What they didn't realise was that each time they did that, the can got more
explosive. I'm not an optimist about Europe. That's why I live in America. So
don't call me an optimist."
And what of those who dreamt
up the single currency wheeze in the first place? Shouldn't they now be feeling
at the very least a trifle sheepish? Not at all, Ferguson reckons. If things
play out the way he predicts, they will have achieved their ambition — albeit
by somewhat devious means.
"I think it's worth
considering that the architects of the monetary union knew all along that it
would lead to a crisis and the crisis would lead to a federal solution. I'm not
quite sure how far that was articulated, but I think it was implicit. In fact,
you could say it was actually designed to create a crisis," he says.
In the late 1990s, an internal
paper circulated in the Bank of England about a hypothetical breakup of the
single currency. It floated the idea that "country I" — and the
supposed identity of country I could be speculated upon but was never made
explicit — would run an unsustainable deficit. Because there was no legal exit
from the single currency, the costs of any exit would be sky high. "And,"
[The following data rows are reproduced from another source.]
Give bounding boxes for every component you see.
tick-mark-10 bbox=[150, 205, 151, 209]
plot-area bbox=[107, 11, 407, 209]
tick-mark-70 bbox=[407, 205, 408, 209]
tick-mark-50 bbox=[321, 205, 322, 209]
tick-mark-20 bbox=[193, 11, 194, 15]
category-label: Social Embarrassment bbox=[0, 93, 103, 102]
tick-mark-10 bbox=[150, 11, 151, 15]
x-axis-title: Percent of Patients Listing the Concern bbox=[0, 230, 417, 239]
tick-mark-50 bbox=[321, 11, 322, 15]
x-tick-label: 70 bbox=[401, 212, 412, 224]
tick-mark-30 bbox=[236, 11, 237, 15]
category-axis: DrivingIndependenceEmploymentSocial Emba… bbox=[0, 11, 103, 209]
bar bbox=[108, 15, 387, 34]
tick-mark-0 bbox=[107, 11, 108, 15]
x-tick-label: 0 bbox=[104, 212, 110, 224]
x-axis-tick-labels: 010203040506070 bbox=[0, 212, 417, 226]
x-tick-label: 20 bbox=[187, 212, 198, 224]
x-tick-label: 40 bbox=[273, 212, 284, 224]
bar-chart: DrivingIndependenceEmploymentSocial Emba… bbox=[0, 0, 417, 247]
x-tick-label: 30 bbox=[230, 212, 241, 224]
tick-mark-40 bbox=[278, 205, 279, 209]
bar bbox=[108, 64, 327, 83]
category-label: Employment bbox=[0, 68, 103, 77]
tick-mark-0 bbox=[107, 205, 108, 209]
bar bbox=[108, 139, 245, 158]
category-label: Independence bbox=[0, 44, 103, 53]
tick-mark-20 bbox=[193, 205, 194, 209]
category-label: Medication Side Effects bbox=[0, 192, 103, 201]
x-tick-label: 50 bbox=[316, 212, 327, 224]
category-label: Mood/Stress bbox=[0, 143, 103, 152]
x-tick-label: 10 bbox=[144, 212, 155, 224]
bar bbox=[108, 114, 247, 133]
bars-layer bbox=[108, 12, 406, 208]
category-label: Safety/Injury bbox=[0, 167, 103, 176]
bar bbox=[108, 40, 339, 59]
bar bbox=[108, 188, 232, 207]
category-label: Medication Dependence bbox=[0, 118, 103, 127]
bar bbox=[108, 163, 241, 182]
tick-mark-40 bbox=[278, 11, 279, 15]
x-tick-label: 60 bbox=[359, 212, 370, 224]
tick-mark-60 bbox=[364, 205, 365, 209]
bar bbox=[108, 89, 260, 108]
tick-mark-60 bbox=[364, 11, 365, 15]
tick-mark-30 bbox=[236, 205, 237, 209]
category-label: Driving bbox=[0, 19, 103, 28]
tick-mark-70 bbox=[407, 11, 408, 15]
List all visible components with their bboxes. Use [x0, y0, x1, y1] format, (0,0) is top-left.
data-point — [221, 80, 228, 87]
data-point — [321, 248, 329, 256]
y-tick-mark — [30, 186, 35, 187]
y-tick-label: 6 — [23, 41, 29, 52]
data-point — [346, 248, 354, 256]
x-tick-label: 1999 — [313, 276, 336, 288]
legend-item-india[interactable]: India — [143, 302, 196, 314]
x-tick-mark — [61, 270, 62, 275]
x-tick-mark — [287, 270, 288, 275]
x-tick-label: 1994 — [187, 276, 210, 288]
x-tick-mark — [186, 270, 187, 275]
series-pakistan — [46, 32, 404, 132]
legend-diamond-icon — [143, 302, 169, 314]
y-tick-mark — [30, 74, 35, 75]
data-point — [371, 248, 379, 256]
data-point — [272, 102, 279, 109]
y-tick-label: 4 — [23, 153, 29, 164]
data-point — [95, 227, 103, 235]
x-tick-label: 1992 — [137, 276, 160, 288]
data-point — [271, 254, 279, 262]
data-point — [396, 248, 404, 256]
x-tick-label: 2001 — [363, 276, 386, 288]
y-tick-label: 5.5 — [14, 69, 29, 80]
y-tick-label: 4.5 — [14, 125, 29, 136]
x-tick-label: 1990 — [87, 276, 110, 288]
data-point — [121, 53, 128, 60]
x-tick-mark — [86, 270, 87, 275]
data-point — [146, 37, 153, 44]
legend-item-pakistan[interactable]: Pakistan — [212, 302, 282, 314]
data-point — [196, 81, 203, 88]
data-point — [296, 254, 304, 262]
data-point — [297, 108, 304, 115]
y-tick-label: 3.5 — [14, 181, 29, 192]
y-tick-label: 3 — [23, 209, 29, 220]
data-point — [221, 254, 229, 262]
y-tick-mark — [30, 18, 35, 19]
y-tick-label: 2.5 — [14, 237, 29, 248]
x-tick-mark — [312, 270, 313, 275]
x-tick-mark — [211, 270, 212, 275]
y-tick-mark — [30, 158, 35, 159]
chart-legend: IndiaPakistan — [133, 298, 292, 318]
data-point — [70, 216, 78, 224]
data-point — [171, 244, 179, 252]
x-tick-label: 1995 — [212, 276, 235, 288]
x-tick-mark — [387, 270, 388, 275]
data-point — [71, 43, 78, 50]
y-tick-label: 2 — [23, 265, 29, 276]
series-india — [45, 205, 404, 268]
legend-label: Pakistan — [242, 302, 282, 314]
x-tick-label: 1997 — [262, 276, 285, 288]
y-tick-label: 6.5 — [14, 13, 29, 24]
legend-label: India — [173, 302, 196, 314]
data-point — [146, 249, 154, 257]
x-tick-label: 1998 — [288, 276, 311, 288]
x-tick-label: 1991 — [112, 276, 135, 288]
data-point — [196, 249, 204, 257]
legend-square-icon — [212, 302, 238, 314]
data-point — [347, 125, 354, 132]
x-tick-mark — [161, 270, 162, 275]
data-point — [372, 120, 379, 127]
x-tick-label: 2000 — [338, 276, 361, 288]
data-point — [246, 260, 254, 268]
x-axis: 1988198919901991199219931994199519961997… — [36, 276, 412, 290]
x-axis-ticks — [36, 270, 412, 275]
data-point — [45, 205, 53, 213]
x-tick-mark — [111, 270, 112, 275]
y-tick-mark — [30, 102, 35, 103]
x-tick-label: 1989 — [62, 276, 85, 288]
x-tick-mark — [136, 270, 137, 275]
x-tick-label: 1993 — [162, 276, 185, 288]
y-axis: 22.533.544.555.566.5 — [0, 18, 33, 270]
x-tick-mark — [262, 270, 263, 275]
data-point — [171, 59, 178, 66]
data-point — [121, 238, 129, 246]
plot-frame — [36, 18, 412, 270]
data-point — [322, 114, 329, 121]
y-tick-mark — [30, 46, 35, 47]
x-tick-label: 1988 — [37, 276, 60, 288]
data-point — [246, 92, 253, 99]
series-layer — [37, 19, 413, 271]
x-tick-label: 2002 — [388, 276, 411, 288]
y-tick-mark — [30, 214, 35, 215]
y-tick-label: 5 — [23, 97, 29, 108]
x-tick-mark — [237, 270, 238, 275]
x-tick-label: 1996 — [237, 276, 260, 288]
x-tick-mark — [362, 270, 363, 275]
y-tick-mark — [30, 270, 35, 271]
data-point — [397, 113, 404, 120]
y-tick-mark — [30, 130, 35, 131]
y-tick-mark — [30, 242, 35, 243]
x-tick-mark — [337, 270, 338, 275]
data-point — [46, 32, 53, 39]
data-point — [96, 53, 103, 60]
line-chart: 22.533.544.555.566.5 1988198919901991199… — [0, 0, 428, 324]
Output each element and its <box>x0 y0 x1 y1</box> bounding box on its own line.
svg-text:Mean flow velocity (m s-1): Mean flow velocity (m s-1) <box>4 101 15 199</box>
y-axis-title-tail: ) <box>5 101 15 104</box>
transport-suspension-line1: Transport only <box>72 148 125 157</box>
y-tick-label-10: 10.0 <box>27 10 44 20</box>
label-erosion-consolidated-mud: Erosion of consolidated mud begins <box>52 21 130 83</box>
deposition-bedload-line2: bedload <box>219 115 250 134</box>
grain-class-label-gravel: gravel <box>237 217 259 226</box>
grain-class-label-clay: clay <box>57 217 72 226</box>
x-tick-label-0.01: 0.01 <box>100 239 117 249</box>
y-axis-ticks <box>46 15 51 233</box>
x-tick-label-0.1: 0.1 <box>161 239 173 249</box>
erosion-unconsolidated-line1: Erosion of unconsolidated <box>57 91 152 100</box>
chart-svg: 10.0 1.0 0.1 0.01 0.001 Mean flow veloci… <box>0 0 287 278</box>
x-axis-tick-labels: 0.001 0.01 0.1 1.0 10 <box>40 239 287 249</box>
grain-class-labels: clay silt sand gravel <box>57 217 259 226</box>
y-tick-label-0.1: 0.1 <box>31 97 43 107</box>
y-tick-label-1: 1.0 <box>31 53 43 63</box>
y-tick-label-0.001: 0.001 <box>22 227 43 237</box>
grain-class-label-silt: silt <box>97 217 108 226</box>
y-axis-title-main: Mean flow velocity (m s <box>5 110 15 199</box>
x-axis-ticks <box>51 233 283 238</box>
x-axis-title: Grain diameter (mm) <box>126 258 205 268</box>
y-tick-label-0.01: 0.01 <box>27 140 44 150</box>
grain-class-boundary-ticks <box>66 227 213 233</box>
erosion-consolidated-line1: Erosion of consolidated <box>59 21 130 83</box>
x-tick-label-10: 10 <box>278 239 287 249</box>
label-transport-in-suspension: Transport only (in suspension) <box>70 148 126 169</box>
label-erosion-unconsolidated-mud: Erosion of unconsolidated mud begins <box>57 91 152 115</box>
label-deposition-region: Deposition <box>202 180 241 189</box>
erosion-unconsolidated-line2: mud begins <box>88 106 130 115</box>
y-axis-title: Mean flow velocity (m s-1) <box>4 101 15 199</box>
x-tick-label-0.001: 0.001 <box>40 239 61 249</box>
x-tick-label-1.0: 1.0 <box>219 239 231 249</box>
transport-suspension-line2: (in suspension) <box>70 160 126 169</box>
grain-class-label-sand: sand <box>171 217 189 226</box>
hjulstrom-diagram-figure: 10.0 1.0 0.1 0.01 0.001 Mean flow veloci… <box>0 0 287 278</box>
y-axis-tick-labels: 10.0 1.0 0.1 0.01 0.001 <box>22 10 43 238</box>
Ferguson says, "it was designedly so. That point has held good.
"They [the euro
enthusiasts] have achieved what they wanted in that the level of financial
integration has gone so far, it's almost impossible to undo. And it was always
meant to be undoable, which is why there never was an exit clause. You were
never going to get federalism by any other means."
If the current crisis does
indeed see the creation of a federal state of Europe, where does that leave
Britain? Would it want to be part of that new superstate? "The answer is
clearly no," Ferguson says. And if— a big if — there were a referendum,
Britain might vote to leave the EU altogether.
"If you're not in this
new federal union, you have zero say, zero influence over the decisionmaking
process. If you're not in the currency, you're not in the room at all.
"The twospeed model
works if it's confederal at the core. But if you create a federal republic of
Europe it's impossible to be in the British position of being semidetached.
And I can't imagine that many of the other current members of the EU will want
to join us in a powerless periphery."
Further than that, he is wary
of making any specific predictions, though his analysis invites many, notably
about the longterm future of the European Union, an institution with such a
clear democratic deficit.
"Figuring out what's
going to happen in the eurozone over a 12week time horizon let alone 12 months
is difficult enough," he says. "When I'm asked to write about the
world in 10 or 20 years, I'm already in the realm of fiction.
"Look where we were in
the late Eighties, when the Berlin Wall was about to crumble. We thought the
western model of liberal democracy had triumphed. The future we imagined at
that point was one where western institutions were the global standard. Now, 23
years later, China is on the brink of overtaking the US in terms of economic
output — and China is run by the Communist party. It's hard to predict the
future."
Yet here are the historian's
headlines: the euro will survive; the European Union will become a federal
state; and Britain could end up outside it.
A reminder: without a new
dollop of cash, Greece runs out of money in six weeks' time.